Daniel, of course, makes his own way:
And is desperately photogenic when resting. He just folds up so well:
The landscape is weird, here it looks poured, layered, like rice paddies of stone. This is from the shoulder in the previous picture, looking NEish, just before the VF starts properly.
From the "corner" of Cima Groste, looking SSW to Cima Falkner. The path is the obvious line at mid-height rising leftwards; if you click for the hi-rez version you can see people to the L and to the R of the rubble slope.
MED on a "typical" section, click-to-enlarge and you can see the cables and stuff. Here is it zoomed out for context.
Somewhere around the Bocca alta di Vallesina things got particularly confusing, in terms of directions, but it sort-of didn't matter because we were heading down north into the valley towards Tuckett on path 315, and that worked. Here's a view from around about that point. D and E on the cable to the right, M's rucksac just visible. There was some kind of long descent, which I can't quite fit in - see pic, note crowds - which was pretty dramatic looking back (zoom in, spot-the-people).
Round the corner and heading down, looking S to the hanging glacier on - I think - Cima Brenta.
The Castelletto Superiore. Like a giants tower, with giant spiral steps leading to it.
Here's a view down towards the hut; and the hut itself, taken rather late in the day. We arrived at some sensible time like 2, but the place was heaving. We sat outside, I slept for quite a while with my hat over my eyes. They weren't quite sure if they would have space for us, and couldn't really say until late, maybe 8... but of course by the time we'd stopped for lunch and dinner it was too late to throw us out, and they did have space.
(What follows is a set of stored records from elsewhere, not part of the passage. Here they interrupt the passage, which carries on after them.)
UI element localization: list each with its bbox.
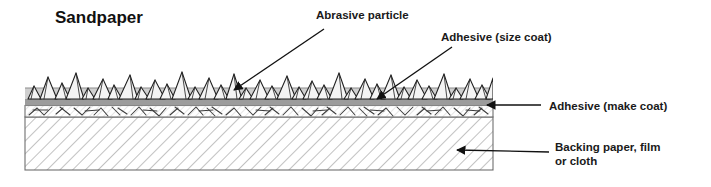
label-backing-line1: Backing paper, film [555,140,660,154]
layer-backing [25,117,493,170]
layer-abrasive-particles [28,72,493,99]
label-backing: Backing paper, film or cloth [555,140,660,168]
arrow-abrasive-particle [234,29,324,90]
label-backing-line2: or cloth [555,154,660,168]
diagram-title: Sandpaper [55,8,143,28]
layer-make-coat [25,100,493,106]
label-adhesive-make-coat: Adhesive (make coat) [549,99,667,113]
label-abrasive-particle: Abrasive particle [316,8,409,22]
layer-backing-fiber-zone [25,106,493,118]
label-adhesive-size-coat: Adhesive (size coat) [441,30,552,44]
But, the lesson is: book ahead. We end up with beds in the top of the second building. My cheeseburger for dinner was enormous, but good.
From the hut one can look back ESE up towards tomorrow's pass and today's route. The obvious notch is the Bocca Tuckett, tomorrow's route. Our path today was the valley not really clear to the L of that, L of the sharp tooth that is the Castelletto Superiore.